The Income Tax Department has notified the Cost Inflation Index for the current fiscal beginning April 2023, for calculating long-term capital gains arising from sale of immovable property, securities and jewellery.
The Cost Inflation Index (CII) is used by taxpayers to compute gains arising out of sale of capital assets after adjusting inflation.
The Cost Inflation Index for FY 2023-24 relevant to AY 2024-25 stood at 348, as per a notification of the Central Board of Direct Taxes (CBDT).
Usually, the income tax department notifies CII in the month of June.
The CII number for last fiscal was 331 and for 2021-22 financial year it was 317.
AMRG & Associates Senior Partner Rajat Mohan said the CII would help taxpayers to compute long-term capital gains tax enabling them to remit advance tax on time.
More From This Section
"This year's cost of inflation index is notified 3 months earlier by the tax department as compared to last fiscal year. Taxpayers can now precisely and accurately compute tax on long-term gains in the first quarter of FY 2023-24 and pay the necessary advance tax," Mohan added.
CII or Cost Inflation Index is notified under the Income-tax Act, 1961 every year. It is popularly used to calculate "indexed cost of acquisition" while calculating capital gains at the time of sale of any capital asset.

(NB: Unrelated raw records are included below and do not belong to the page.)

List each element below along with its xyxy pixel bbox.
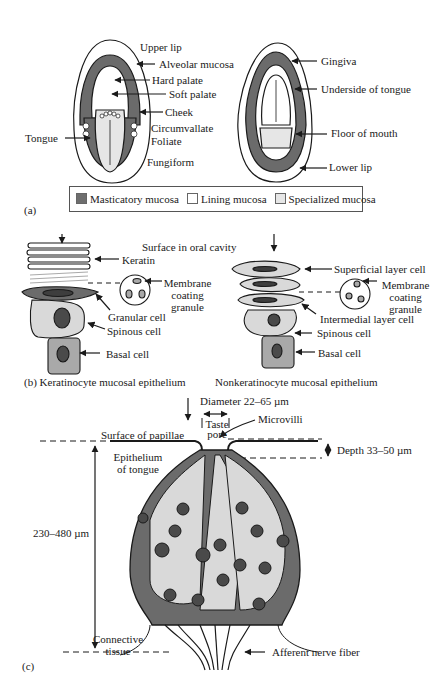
legend-item-specialized: Specialized mucosa	[275, 193, 376, 205]
mouth-tongue-raised-illustration	[238, 43, 312, 182]
label-height-range: 230–480 µm	[33, 527, 89, 539]
label-foliate: Foliate	[151, 135, 182, 147]
label-keratin: Keratin	[122, 254, 155, 266]
label-connective-tissue: Connective tissue	[88, 633, 148, 657]
swatch-masticatory-icon	[76, 193, 87, 204]
label-floor-of-mouth: Floor of mouth	[331, 127, 398, 139]
mucosa-legend: Masticatory mucosa Lining mucosa Special…	[69, 186, 363, 212]
label-spinous-cell-right: Spinous cell	[317, 327, 371, 339]
label-granular-cell: Granular cell	[108, 311, 166, 323]
label-intermedial-layer-cell: Intermedial layer cell	[320, 313, 414, 325]
label-superficial-layer-cell: Superficial layer cell	[334, 263, 426, 275]
label-gingiva: Gingiva	[321, 55, 356, 67]
label-circumvallate: Circumvallate	[151, 122, 213, 134]
label-soft-palate: Soft palate	[169, 88, 216, 100]
diagram-artwork	[0, 0, 440, 686]
label-upper-lip: Upper lip	[140, 41, 182, 53]
label-cheek: Cheek	[165, 106, 193, 118]
label-taste-pore: Taste pore	[203, 419, 231, 439]
label-spinous-cell-left: Spinous cell	[107, 325, 161, 337]
mouth-tongue-up-illustration	[74, 40, 151, 183]
label-diameter: Diameter 22–65 µm	[200, 395, 289, 407]
label-basal-cell-left: Basal cell	[106, 348, 149, 360]
panel-a-label: (a)	[24, 204, 36, 216]
label-epithelium-of-tongue: Epithelium of tongue	[108, 451, 168, 475]
label-basal-cell-right: Basal cell	[318, 347, 361, 359]
taste-bud-illustration	[40, 439, 322, 670]
swatch-lining-icon	[187, 193, 198, 204]
legend-item-masticatory: Masticatory mucosa	[76, 193, 179, 205]
label-microvilli: Microvilli	[258, 413, 303, 425]
label-lower-lip: Lower lip	[329, 161, 372, 173]
caption-keratinocyte: (b) Keratinocyte mucosal epithelium	[24, 376, 186, 388]
caption-nonkeratinocyte: Nonkeratinocyte mucosal epithelium	[215, 376, 378, 388]
label-underside-of-tongue: Underside of tongue	[321, 83, 411, 95]
label-surface-oral-cavity: Surface in oral cavity	[142, 241, 236, 253]
label-alveolar-mucosa: Alveolar mucosa	[159, 58, 234, 70]
label-fungiform: Fungiform	[147, 156, 194, 168]
panel-c-label: (c)	[22, 660, 34, 672]
label-membrane-granule-left: Membrane coating granule	[160, 277, 215, 313]
legend-item-lining: Lining mucosa	[187, 193, 267, 205]
label-membrane-granule-right: Membrane coating granule	[378, 279, 433, 315]
label-afferent-nerve-fiber: Afferent nerve fiber	[272, 646, 360, 658]
label-surface-of-papillae: Surface of papillae	[101, 429, 184, 441]
label-depth: Depth 33–50 µm	[337, 444, 412, 456]
label-hard-palate: Hard palate	[152, 74, 203, 86]
swatch-specialized-icon	[275, 193, 286, 204]
label-tongue: Tongue	[25, 132, 58, 144]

Normally, an asset is required to be retained for more than 36 months (24 months for immovable property and unlisted shares, 12 months for listed securities) to qualify as 'long-term capital gains'.
Since prices of goods increase over time resulting in a fall in the purchasing power, the CII is used to arrive at the inflation adjusted purchasing price of assets so as to compute taxable long-term capital gains (LTCG).
(Only the headline and picture of this report may have been reworked by the Business Standard staff; the rest of the content is auto-generated from a syndicated feed.)